Grand Coolie Dam, The, pamphlet.
Piercy, Marge. The Grand Coolie Dam. Boston: New England Free Press, [ND, but ca. 1969].
Pamphlet: 5-1/2 x 8-1/2,” 14pp; printed self-wrappers (stapled); line drawings accompany the text; paper browned; front cover printed in fuschia.
First edition. “The Grand Coolie Dam” originally appeared in the November, 1969 issue of Leviathan. The pamphlet records that “Marge Piercy was active in SDS and NACLA, is a founder of MDS (Movement for a Democratic Society) and is currently involved in Women’s Liberation.” Piercy asks if the women’s liberation movement is about liberation, “how come the condition of women inside it is no better than outside?” Piercy sees this in part because “[o]nly a woman willing and able to act like a stereotyped American frontier male can make herself heard.” She points out that,
We are told our sense of oppression is not legitimate.
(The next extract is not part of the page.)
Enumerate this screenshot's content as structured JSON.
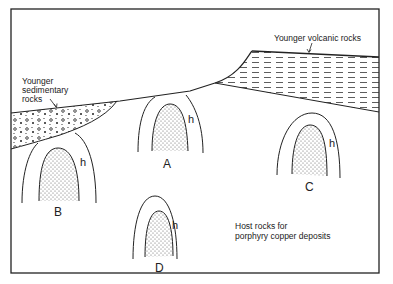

We are told women’s liberation is a secondary issue, to be dealt with after the war is won. But the basis of women’s oppression is economic in a sense that far predates capitalism and the market economy and that is rooted into the whole fabric of socialization. Ou[r] claims are the most radical, for they entail restructuring even the nuclear family.... What we want we will have to invent ourselves.
The piece later appeared in an anthology edited by Robin Morgan entitled The Hand that Rocks the Cradle. “The Grand Coolie Dam” in this printing, however, with its inked-in page numbers and line drawings, communicates the fervor and passion of the women’s liberation movement. OCLC records only four locations.